Mike Brownnutt

Mike Brownnutt

Department of Philosophy
Doctoral researcher

Contact details

PhD title: The Role of Quasi-Objects in Understanding Science, Religion, and Their Engagement
Supervisors: Dr Stephen Jones, Professor Fern Elsdon-Baker,  Professor Yujin Nagasawa
PhD Philosophy

Qualifications

  • MSci (Physics)
  • PhD (Physics)
  • Habil. (Physics)
  • MA (Theology)

Biography

I obtained a Master’s degree (MSci in physics) and PhD (in experimental quantum mechanics) from Imperial College London, UK. I then spent eight years at the University of Innsbruck, Austria, and wrote my habilitation on my work there, developing scalable architectures for quantum computers. Given an abiding interest in the relationship between science and religion, I completed another Master’s degree (MA in theology from the University of Chester) considering how faith is understood by various parties in discourse on the relationship between Christianity and science. Since 2015 I have worked at the University of Hong Kong, where I am the Associate Director of the Faith and Science Collaborative Research Forum.

Research

Some conceptions of the practice of science break the enterprise down into the things related to the external (i.e. human-mind-independent) world on the one hand, and things related to human culture on the other. Some conceptions of the practice of religion do much the same. Within a quasi-object framing, however, it is held that we can never apprehend the external world independent of cultural considerations, and we can never create culture independent of the external world. My PhD aims to take the work that is being done on quasi-objects by philosophers of science and technology, and the work being done on quasi-objects by anthropologists and sociologists of religion, and see if insights from the two areas can be fruitfully related.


_WORK INSTRUCTIONS_. Please restate the entries below word for word, leaving out any pictures.

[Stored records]
========

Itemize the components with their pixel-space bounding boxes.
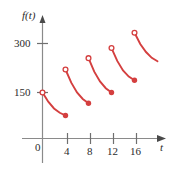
curve-branch-3 <box>89 58 112 92</box>
figure-plot-area: f(t) t 300 150 0 4 8 12 16 <box>0 0 174 174</box>
curve-branch-5 <box>135 33 158 62</box>
closed-endpoint-branch-3 <box>109 90 114 95</box>
open-endpoint-branch-1 <box>40 90 45 95</box>
curve-branch-1 <box>43 93 66 116</box>
x-tick-label-12: 12 <box>107 146 118 157</box>
data-curve-group <box>40 30 157 118</box>
closed-endpoint-branch-1 <box>63 113 68 118</box>
open-endpoint-branch-3 <box>86 56 91 61</box>
open-endpoint-branch-4 <box>109 46 114 51</box>
x-axis-label: t <box>160 142 163 153</box>
curve-branch-4 <box>112 48 135 80</box>
x-tick-label-4: 4 <box>64 146 70 157</box>
x-tick-label-16: 16 <box>130 146 141 157</box>
y-axis-arrowhead <box>40 15 46 23</box>
y-tick-label-150: 150 <box>14 87 31 98</box>
axis-group <box>22 15 166 163</box>
y-axis-label: f(t) <box>22 10 35 21</box>
open-endpoint-branch-2 <box>63 67 68 72</box>
closed-endpoint-branch-2 <box>86 101 91 106</box>
y-tick-label-300: 300 <box>14 38 31 49</box>
closed-endpoint-branch-4 <box>132 78 137 83</box>
open-endpoint-branch-5 <box>132 30 137 35</box>
curve-branch-2 <box>66 70 89 104</box>
origin-label: 0 <box>35 142 41 153</box>
x-tick-label-8: 8 <box>87 146 93 157</box>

========

_ANSWER AREA_.
Itemize the components with their pixel-space bounding boxes.
curve-branch-3 <box>89 58 112 92</box>
figure-plot-area: f(t) t 300 150 0 4 8 12 16 <box>0 0 174 174</box>
curve-branch-5 <box>135 33 158 62</box>
closed-endpoint-branch-3 <box>109 90 114 95</box>
open-endpoint-branch-1 <box>40 90 45 95</box>
curve-branch-1 <box>43 93 66 116</box>
x-tick-label-12: 12 <box>107 146 118 157</box>
data-curve-group <box>40 30 157 118</box>
closed-endpoint-branch-1 <box>63 113 68 118</box>
open-endpoint-branch-3 <box>86 56 91 61</box>
open-endpoint-branch-4 <box>109 46 114 51</box>
x-axis-label: t <box>160 142 163 153</box>
curve-branch-4 <box>112 48 135 80</box>
x-tick-label-4: 4 <box>64 146 70 157</box>
x-tick-label-16: 16 <box>130 146 141 157</box>
y-axis-arrowhead <box>40 15 46 23</box>
y-tick-label-150: 150 <box>14 87 31 98</box>
axis-group <box>22 15 166 163</box>
y-axis-label: f(t) <box>22 10 35 21</box>
open-endpoint-branch-2 <box>63 67 68 72</box>
closed-endpoint-branch-2 <box>86 101 91 106</box>
y-tick-label-300: 300 <box>14 38 31 49</box>
closed-endpoint-branch-4 <box>132 78 137 83</box>
open-endpoint-branch-5 <box>132 30 137 35</box>
curve-branch-2 <box>66 70 89 104</box>
origin-label: 0 <box>35 142 41 153</box>
x-tick-label-8: 8 <box>87 146 93 157</box>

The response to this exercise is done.